On Thu, Dec 21, 2000 at 01:55:04PM -0600, Luiz Magalhaes wrote:
> Hi,
>
> This is the old problem of ttyS1 sharing the address with SIR base. Run a
>
> setserial /dev/ttyS1 uart none
>
> and it will work.
This is incomplete - There is a "bug" in the serial driver which might
cause the irda to stop afterwards if you ever will reuse the "/dev/ttyS1"
major minor. The serial driver stores the port and irq and as soon
as you e.g. insert a pcmcia modem using /dev/ttyS1 it will try
to free up the resources still known and first stop the serial.
This is definitly a bug in the serial driver which accesses hardware
(io ports) which it doesnt claim any more to be reserved for the serial driver.
If you have a pcmcia modem card try the following.
Boot
setserial /dev/ttyS1 uart none
modprobe <your irda module - nsc-ircc for me>
ifconfig irda0 up
<Use Irda>
<Insert PCMCIA Modem>
<PCMCIA Card Services will assign lowest ttySn device -> ttyS1>
<Use Irda (if you can)>
I have seen this on my ThinkPad 390E (Kernel 2.2.14-2.2.18). With
SERIAL_DEBUG_OPEN - You can see the serial driver access the ports of
ttyS1 long after doing the setserial. To avoid this one can do:
setserial /dev/ttyS1 uart none port 0x0 irq 0
I CC this to Ted - Probably he has got an idea - I had a small look at
serial.c but i seen not to be able to understand whats going on there.
One would expect "uart none" to completely free the resource and never
touch them again.
Flo
--
Florian Lohoff [EMAIL PROTECTED] +49-5201-669912
Why is it called "common sense" when nobody seems to have any?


• [Instructions to follow] The expected output is an exact copy of the lines from the one containing "Home in on human face." to the final line below, minus any pictures.

*** Records ***

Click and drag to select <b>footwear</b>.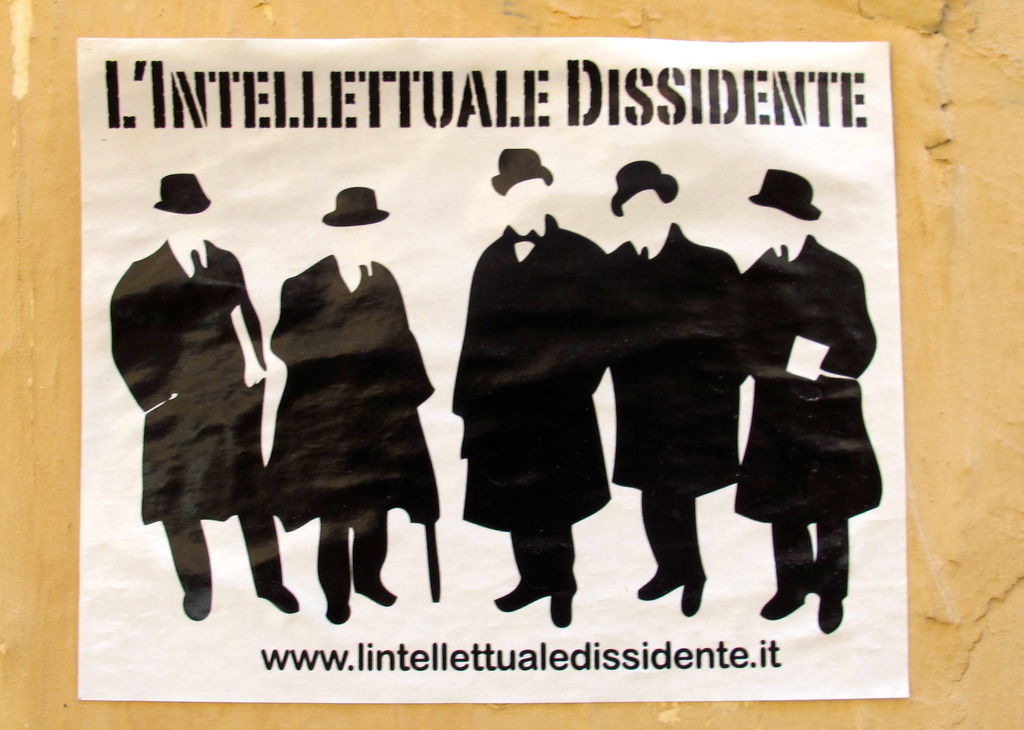
Selection: [682,569,711,615].
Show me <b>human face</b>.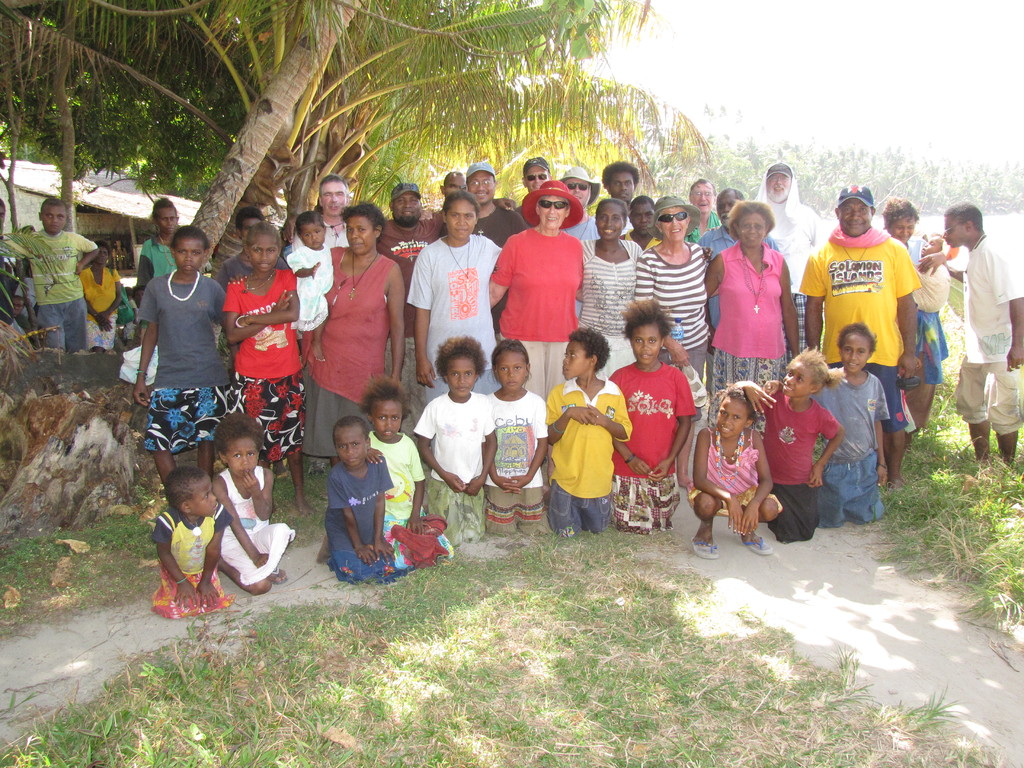
<b>human face</b> is here: bbox=[374, 388, 404, 443].
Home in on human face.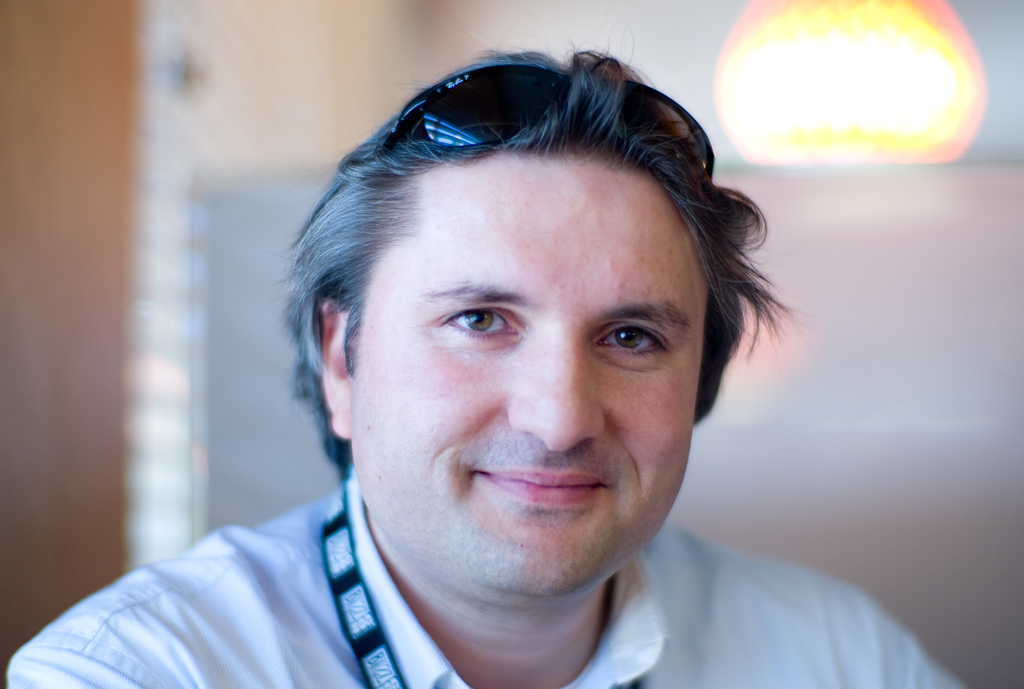
Homed in at bbox=[356, 165, 709, 592].
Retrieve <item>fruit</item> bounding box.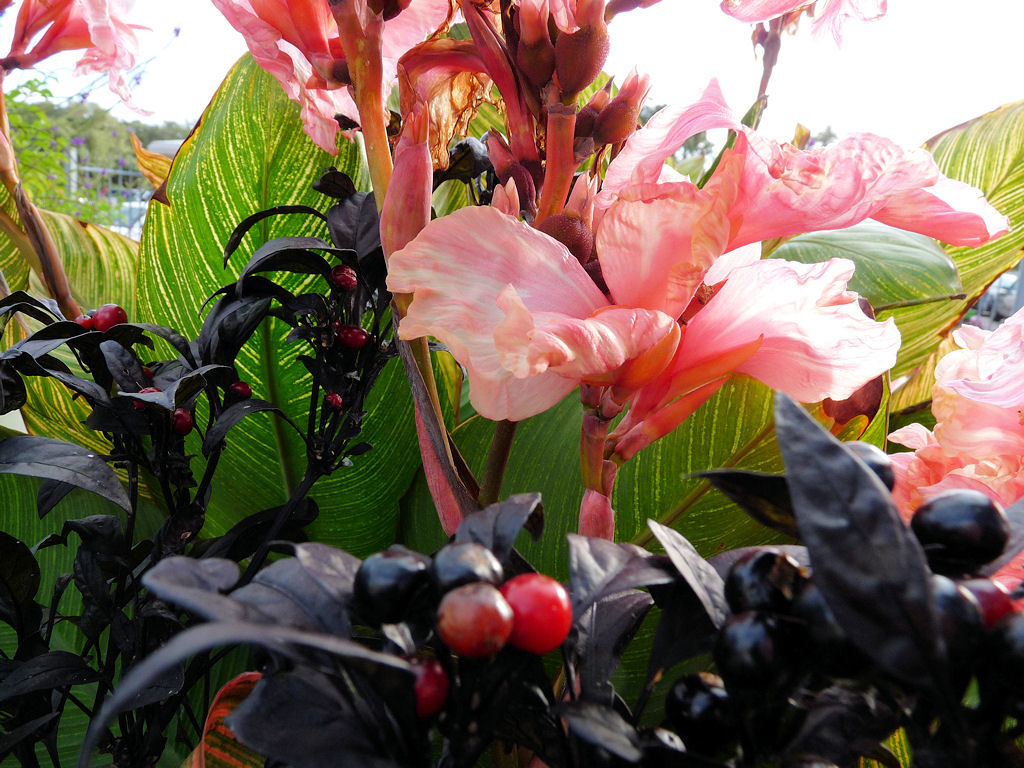
Bounding box: bbox(501, 573, 568, 655).
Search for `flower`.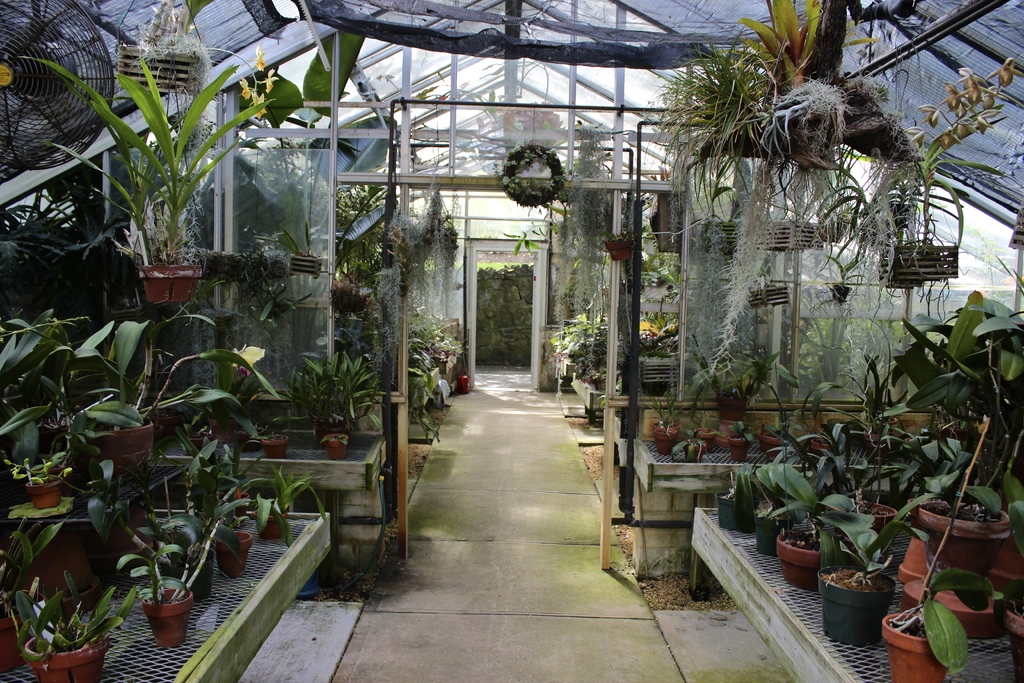
Found at l=241, t=75, r=252, b=101.
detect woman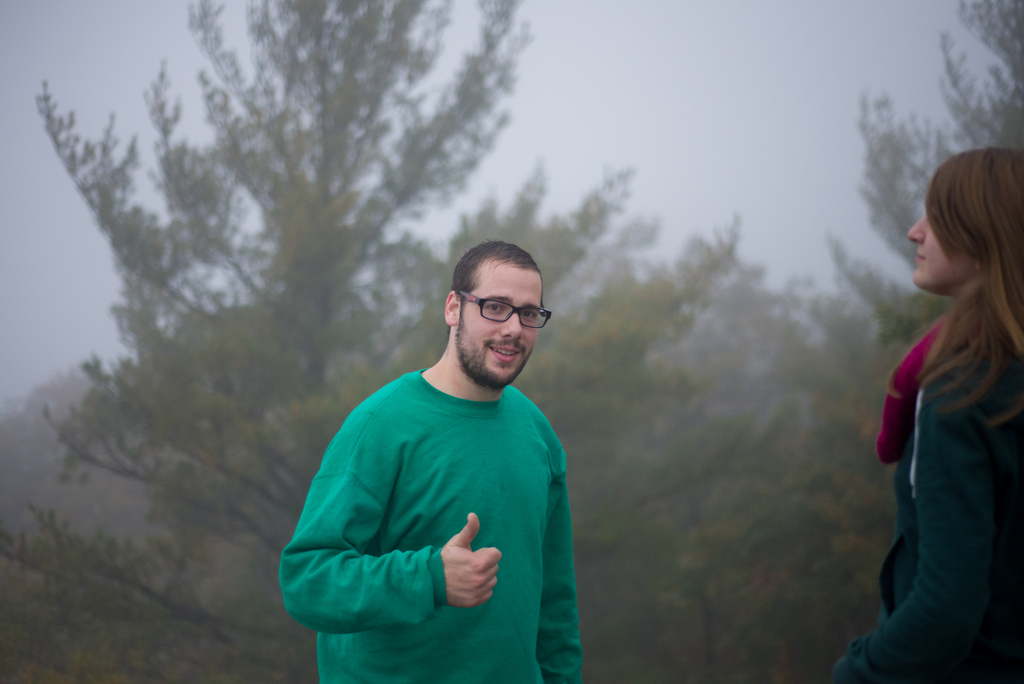
rect(850, 136, 1023, 683)
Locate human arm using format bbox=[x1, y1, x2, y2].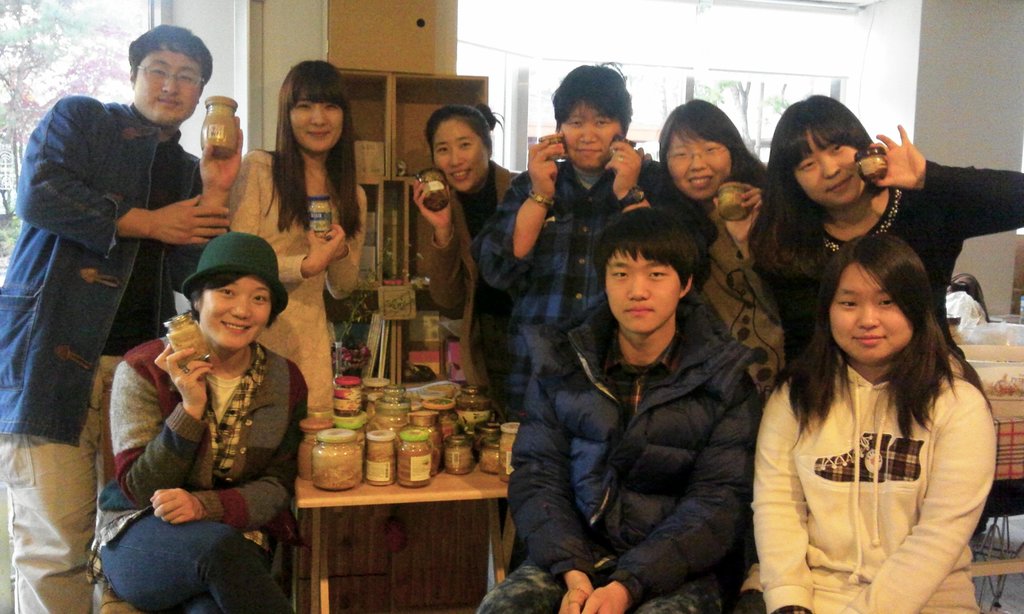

*** End of Records ***

• [Your response]
Home in on human face.
Homed in at bbox=[356, 165, 709, 592].
Retrieve <item>fruit</item> bounding box.
Bounding box: bbox(501, 573, 568, 655).
Search for `flower`.
Found at l=241, t=75, r=252, b=101.
detect woman
rect(850, 136, 1023, 683)
Locate human arm using format bbox=[x1, y1, x2, y2].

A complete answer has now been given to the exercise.